The Manhattan City Commission voted unanimously to approve and provide $20 million in funding for the construction of a 105-room hotel and 100-stall parking garage at the Manhattan corner of Laramie and 12th Street on Jan. 21.
Back 9 Development made a development agreement with the City of Manhattan in 2022. The new amendment shifts $2.3 million in penalties for non-performance by Back 9 Development to new objectives relating to the hotel construction.
Manhattan’s deputy city manager Jason Hilgers said Back 9 Development will underperform if they “fail on the building permit application, starting construction within 30 days or completing [construction] by October of 2026.”
“If they fail on any of these three, they would then owe the city the $2.3 million that they negotiated, and we, the city, agreed to back in 2022,” Hilgers said. “It’s obviously shifted so the developer is approaching with this amendment to shift that $2.3 million obligation back to these three criteria and relieve him of prior obligations and those prior agreements.”
Owner of Back 9 Development TJ Vilkanskas said the initial plans to build a multi-use office space fell through after the Kansas State University Foundation completed an office building in Kansas State’s edge district.
“The Manhattan market just doesn’t support it,” Vilkanskas said. “Right now, we have over 100,000 square feet of empty office space. For us to go add more to the inventory just didn’t make a lot of sense and when we changed what we were going to do there it delayed the project, so needed an extension of the timeline.”
Hilgers said the hotel would provide a $4 million property tax increment through 2038 to Aggieville’s tax increment finance (TIF) district, established in 2018 as part of the Aggieville Community Vision to finance the district’s public improvements.
“Whatever development we can leverage within Aggieville, public or private, can help in terms of generating revenue,” Hilgers said.
The city has estimated the need for 40 to 50 million dollars in total public infrastructure investment in Aggieville.
“Our streets, our water lines, our stormwater lines and even our sewer have all either been replaced or on the docket to get replaced in the next two or three years,” Hilgers said. “When we passed the 2020 sales tax that took effect in 2023, there was a significant portion, 70%, that was going towards public infrastructure that was going to come into Aggieville and assist with that infrastructure costs. TIF is not paying for everything. There’s not enough forecasted revenue to cover all the infrastructure costs in Aggieville, but it is covering a pretty substantial portion.”
The Aggieville Business Association and the Manhattan Area Chamber of Commerce voiced unanimous support for the amendment.
Director of BHS construction, Gavin Schmidt, said the city would be “ecstatic” about the hotel construction if the 2022 development agreement were not proposed.
“We’d be jumping up and down that we have a $20 million project that’s going to come out of the ground and make a big difference to the community’s coffers — to Aggieville TIF district,” Schmidt said. “If that parking lot was still pavement and the city still owned it, and they had the opportunity to turn that parking lot for $1 sale to an asset that’s going to generate 12 million in the next three to four years. That’s a really good return on investment for a taxpayer.”
Owner of Riffel Asset Management, Gwyn Riffel, said Manhattan “has incurred significant lost opportunity costs” from the project’s setbacks.
“This second amendment is not in fair exchange when it reduces the 40 million dollar development requirement to 20 million dollars, and the developer isn’t required to pay back a pro-rata portion of the $2.3 million for his failures,” Riffel said. “This simply is not providing the citizens of Manhattan with what was clearly expressed in the 2022 agreement.”
City commissioner Jayme Minton said this amendment puts Manhattan in a “better, more responsible spot.”
“Honoring that [original] contract, I think that’s irresponsible of us if we know we have an option that does better for our city,” Minton said. “By saying, ‘We want the $2.3 million, we are going to forgo any additional property value, additional sales tax, economic impact,’ I would say that’s irresponsible for us. Because our job is to look at what’s best for the city.”
Mayor Karen McCulloh said it was a hard decision to approve the new amendment.
“Aggieville has some very serious infrastructure, sewer lines, water lines, drainage and it’s a very old district,” she said. “Many of the water lines and things like that have been there for over 100 years, and we are going to see — probably, knock on wood — failures in some of the things that are there. We need to go in and we need to fix it. [The city] really had a vision when they started this … and it simply isn’t working.”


WHAT TO WORK ON: Starting with the line that contains "What elements are", repeat exactly every line through the last one in the records below, and leave out the pictures.

RECORDS SUPPLIED:
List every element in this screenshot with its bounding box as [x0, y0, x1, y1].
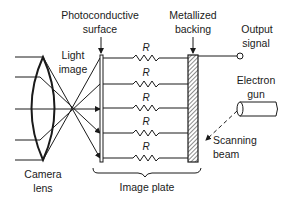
output-terminal [237, 53, 243, 59]
output-label-line1: Output [241, 23, 273, 35]
camera-tube-diagram: Photoconductive surface Metallized backi… [0, 0, 284, 203]
resistor-label: R [142, 67, 149, 78]
metallized-label-line1: Metallized [169, 9, 216, 21]
electron-gun-label-line2: gun [247, 88, 265, 100]
resistor-row: R [103, 92, 188, 111]
scanning-beam-label-line1: Scanning [213, 134, 257, 146]
photoconductive-surface [100, 55, 103, 162]
metallized-backing [188, 55, 198, 162]
photoconductive-label-line2: surface [83, 23, 118, 35]
resistor-label: R [142, 42, 149, 53]
electron-gun-label-line1: Electron [237, 74, 276, 86]
light-image-label-line2: image [59, 63, 88, 75]
camera-lens-label-line2: lens [33, 182, 52, 194]
output-label-line2: signal [242, 37, 269, 49]
resistor-row: R [103, 116, 188, 136]
resistor-label: R [142, 141, 149, 152]
camera-lens-label-line1: Camera [24, 168, 62, 180]
scanning-beam-label-line2: beam [213, 148, 240, 160]
light-image-label-line1: Light [62, 49, 85, 61]
electron-gun [237, 102, 278, 116]
resistor-row: R [103, 67, 188, 87]
photoconductive-label-line1: Photoconductive [61, 9, 139, 21]
resistor-label: R [142, 116, 149, 127]
metallized-label-line2: backing [175, 23, 211, 35]
resistor-row: R [103, 42, 188, 61]
resistor-row: R [103, 141, 188, 161]
image-plate-label: Image plate [120, 181, 175, 193]
resistor-label: R [142, 92, 149, 103]
image-plate-brace [93, 168, 201, 177]
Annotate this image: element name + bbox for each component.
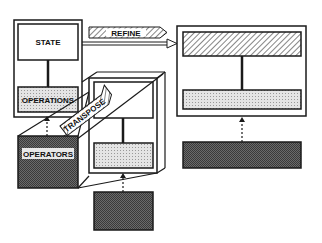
middle-module [89, 72, 165, 173]
refine-arrow: REFINE [82, 27, 177, 48]
middle-operations-box [94, 143, 153, 168]
arrowhead-icon [239, 117, 245, 122]
operators-box [18, 136, 78, 188]
right-module [177, 26, 306, 116]
operators-module: OPERATORS [18, 136, 78, 188]
middle-operators-box [94, 192, 153, 230]
operations-label: OPERATIONS [22, 96, 75, 105]
refined-state-box [183, 32, 301, 56]
refine-arrowhead-icon [167, 39, 177, 48]
diagram-canvas: TRANSPOSE OPERATORS REFINE STATE OPERATI… [0, 0, 322, 243]
refined-operations-box [183, 90, 301, 109]
refined-operators-box [183, 142, 301, 168]
refine-text: REFINE [111, 29, 141, 38]
operators-label: OPERATORS [23, 150, 74, 159]
state-label: STATE [35, 38, 61, 47]
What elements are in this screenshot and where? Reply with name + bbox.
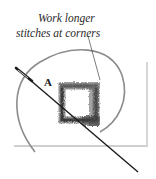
- embroidery-diagram: Work longer stitches at corners A: [0, 0, 156, 179]
- fabric-panel: [14, 62, 148, 146]
- point-label-a: A: [44, 77, 52, 88]
- leader-line: [88, 36, 100, 80]
- annotation-line-2: stitches at corners: [16, 28, 100, 40]
- stitched-square-outline: [60, 82, 100, 126]
- embroidery-hoop-arc: [17, 50, 125, 152]
- annotation-line-1: Work longer: [38, 13, 95, 25]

RESPONSE AREA:
What elements are in this screenshot and where? Reply with name + bbox.
- embroidery-diagram: Work longer stitches at corners A: [0, 0, 156, 179]
- fabric-panel: [14, 62, 148, 146]
- point-label-a: A: [44, 77, 52, 88]
- leader-line: [88, 36, 100, 80]
- annotation-line-2: stitches at corners: [16, 28, 100, 40]
- stitched-square-outline: [60, 82, 100, 126]
- embroidery-hoop-arc: [17, 50, 125, 152]
- annotation-line-1: Work longer: [38, 13, 95, 25]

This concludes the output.